We have just witnessed thousands of people rendered homeless, many for years; the entrapment and forced evacuations of tens of thousands of people under dire circumstances; 10 million hectares burnt and more than 1 billion native animals killed; widespread damage to livestock, agricultural systems and the economy; lethal air pollution in several major cities; long-lasting impacts on our drinking water supplies; and exposure of major gaps in our communications, electricity and transport networks, fuel supplies, air pollutant monitoring systems and fire reporting. A national tragedy which no terrorist or adversary could have dreamt possible!
Yet no representative of Australia's security state, its media champions, or the well-funded security industry, has sought to make any comment or undertaken any act of leadership.
This is the problem of poor risk assessment: the risks catch up with you in the end. Deny the existence of some severe risks, or exaggerate some risks at the expense of others, and your entire risk assessment - hence your response - will be skewed.
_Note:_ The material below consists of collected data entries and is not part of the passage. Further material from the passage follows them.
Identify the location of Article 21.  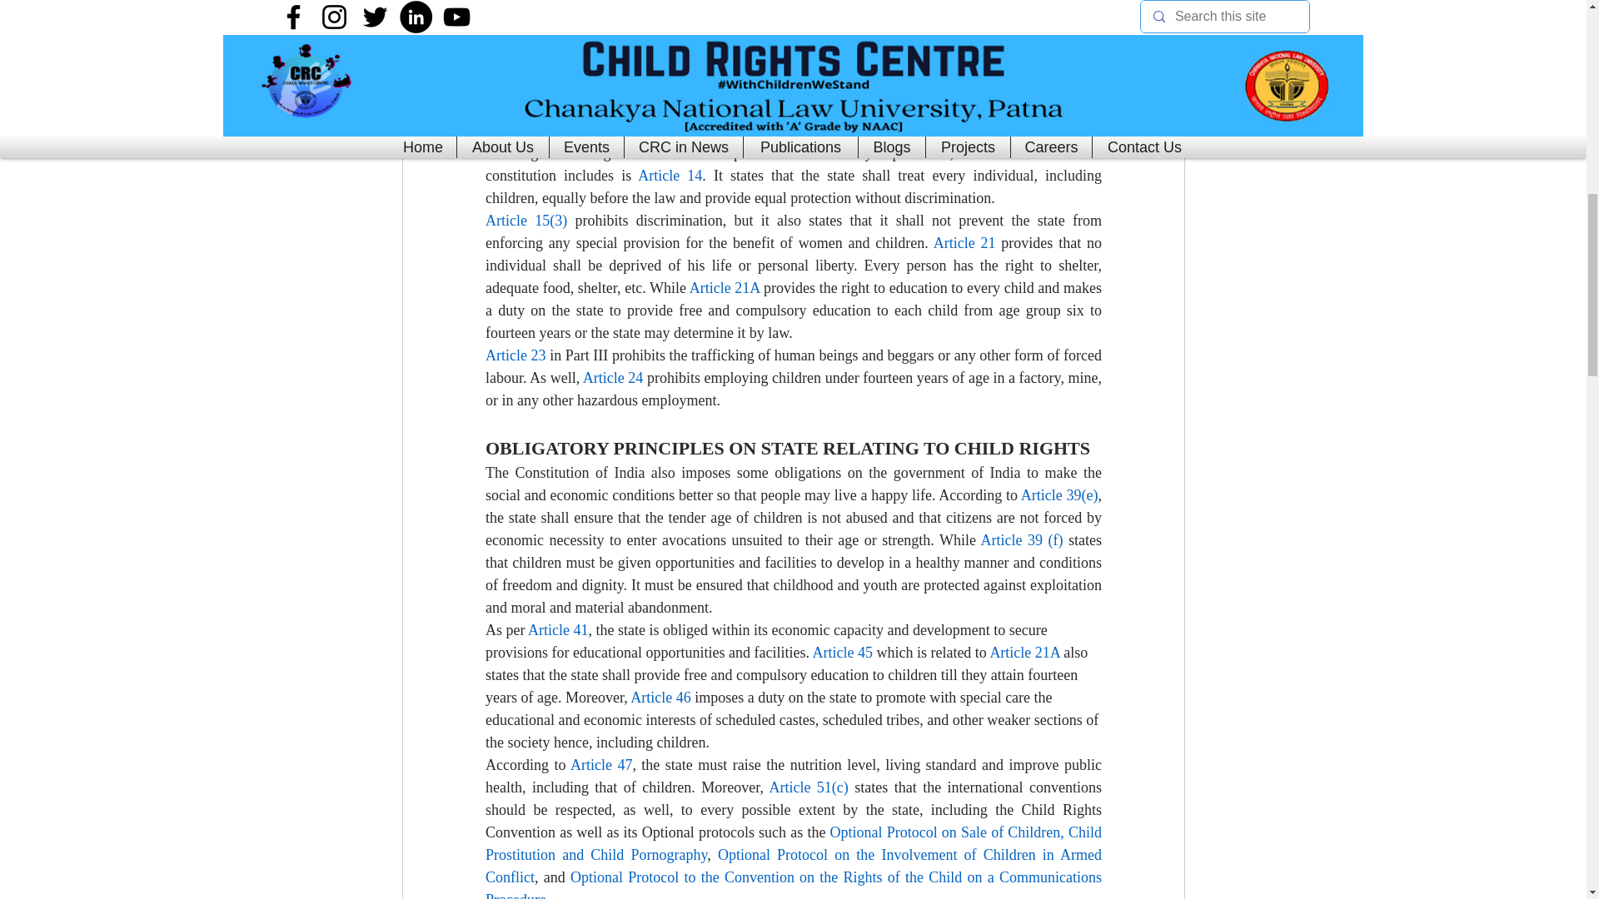
(963, 243).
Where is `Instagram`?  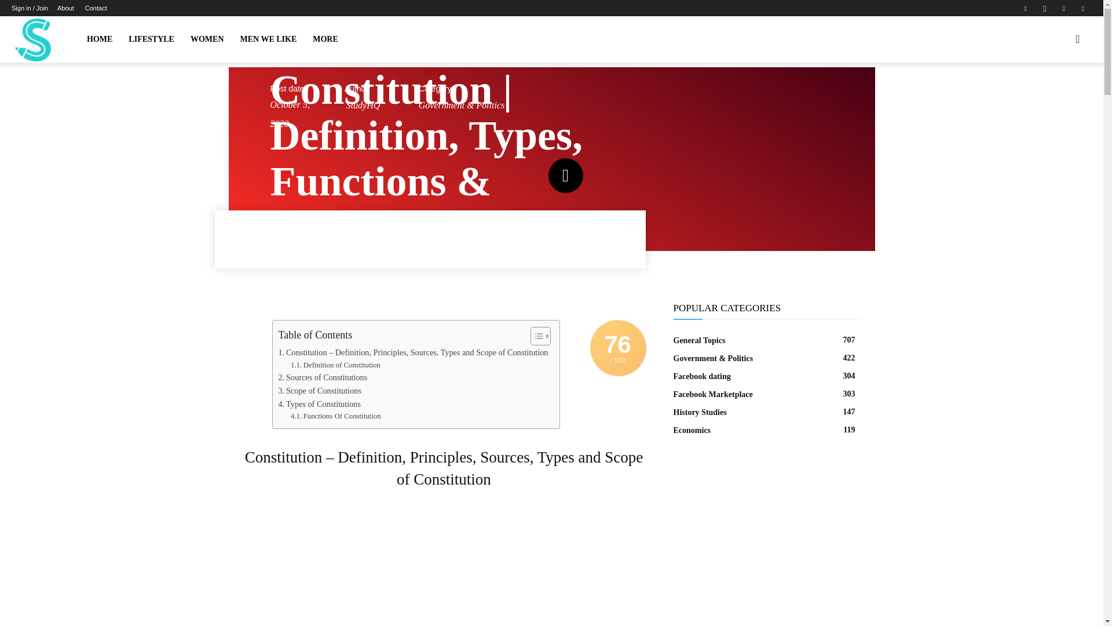 Instagram is located at coordinates (1045, 8).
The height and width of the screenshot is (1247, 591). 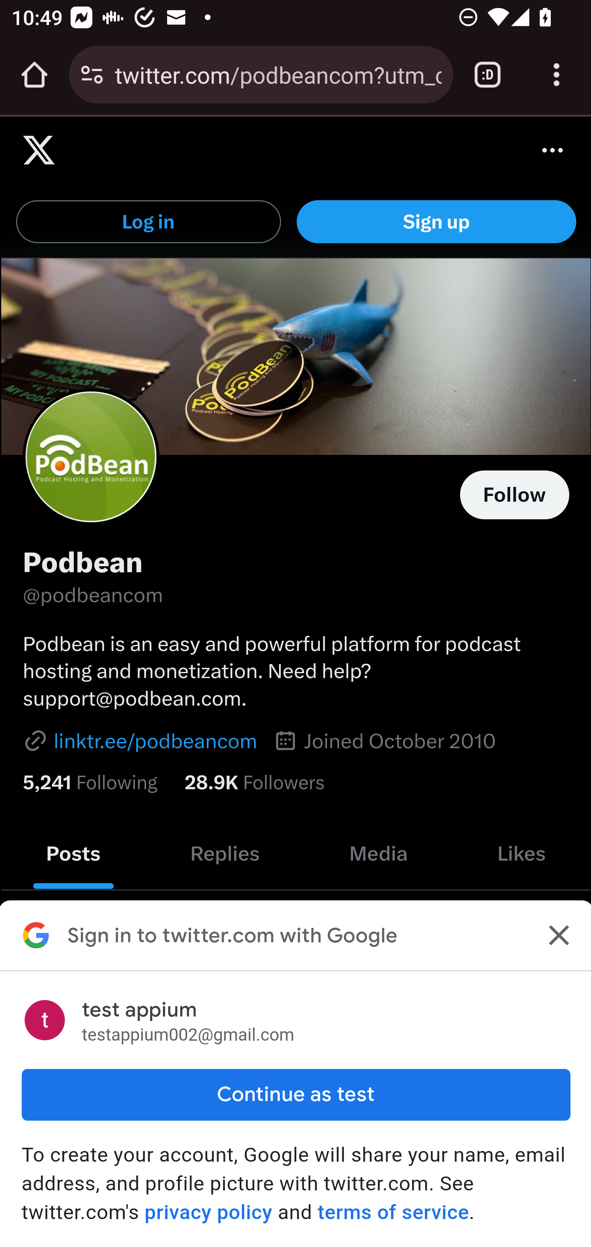 I want to click on 5,241 Following 5,241   Following, so click(x=90, y=782).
Perhaps this explains our Prime Minister's caught-in-the-headlights response in December. Did he seriously believe his election rhetoric?
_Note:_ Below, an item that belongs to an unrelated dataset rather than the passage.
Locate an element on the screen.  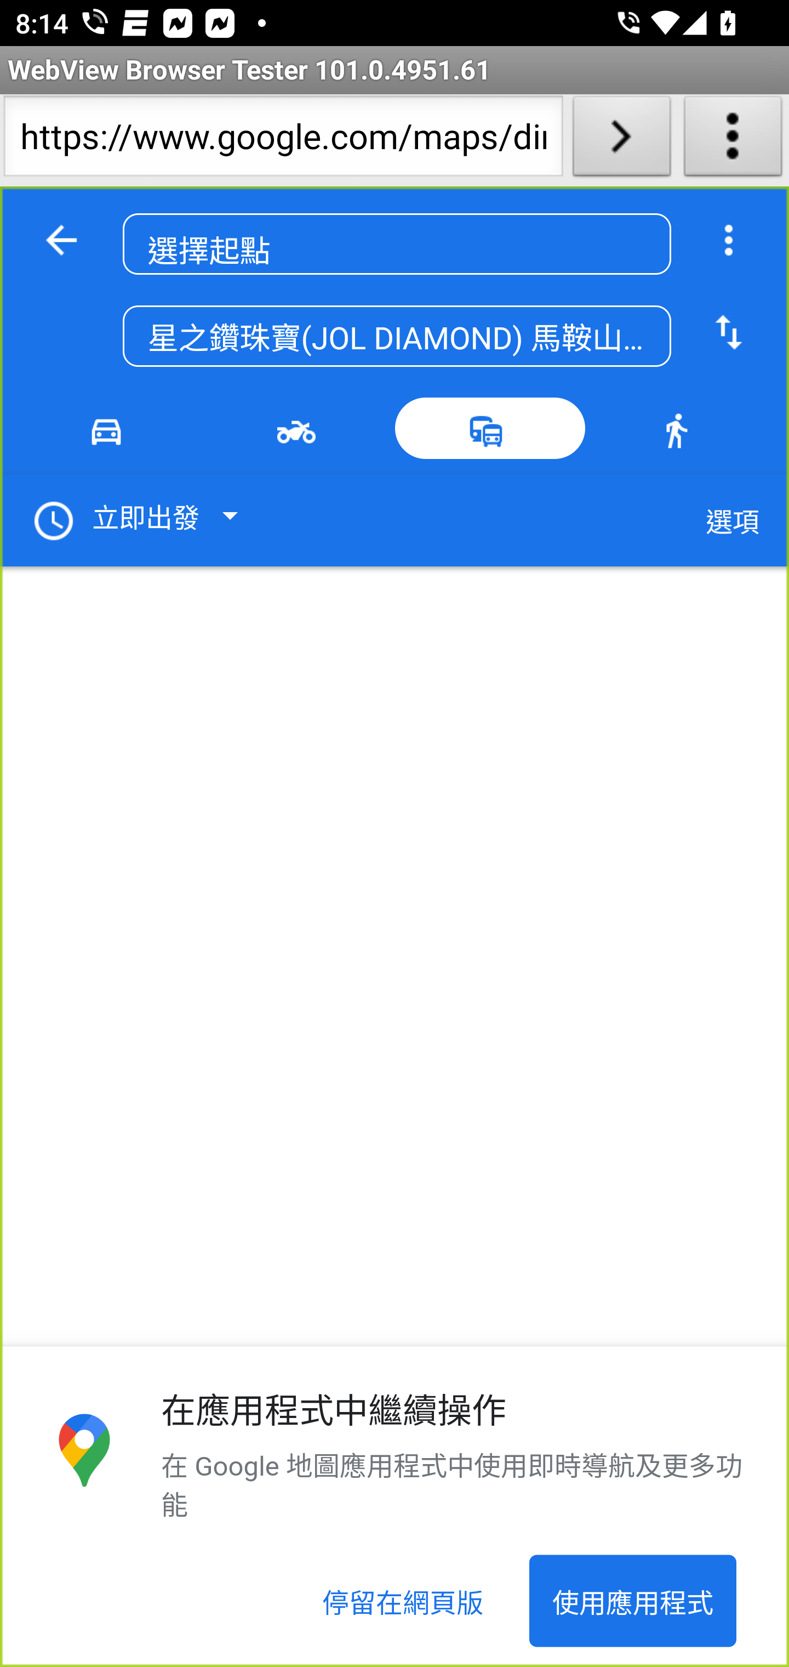
機車模式 is located at coordinates (300, 428).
This is the most shocking dimension of the problem: a security Prime Minister had not imagined that climate-change risks are a matter of national security.
I don't claim to speak on their behalf, but I certainly think Australia owes our protesting schoolchildren an apology.
Can the Australian people see through the mirrors? Despite the vast sums spent on Australia's security over the past two decades, especially on terrorism and asylum seekers, Australia's security and defence apparatus seems antiquated and unfit for purpose. Is it just an edifice, an ornament used to win elections?
Could the $10 billion spent on onshore and offshore detention since 2006 have been better spent on climate action and preparedness?
Risk management is always a zero-sum game. A dollar spent on a lower risk here could have been spent on a higher risk elsewhere. Distort the risks, and you will pay the price. There are no right-wing or left-wing risks: they are all risks. They must all be assessed on the same scale.
What is the future? We can be sure that Australia's adversaries will have noted our newly exposed vulnerabilities - and exploit them. If this summer wasn't apocalyptic enough, imagine a new hybrid warfare with AI weapons, cyber disruption, influence campaigns and climate change? Sci-fi, cyber-fi, info-fi, cli-fi.
If our responses are presided over by Australia's utterly incapable political class, we may not even survive as a people or nation-state. We don't have time for another ten years of denialism, or failure to act on climate change. This is war.
As the first step, we must face up to Australia's incapable managers and talking heads across our society: the directionless political class, the press and talkback toadies, the rent-seeking business leaders, the public servant sycophants in suits. They must all be removed as a matter of national security.
We cannot continue our current stupidity as if nothing has changed.
It is time, and beyond time, to allow Australia's underlying capability, technical expertise and resolve - visible now in our emergency agencies, charities, brave reporters and local mayors - to shine through to our national leadership.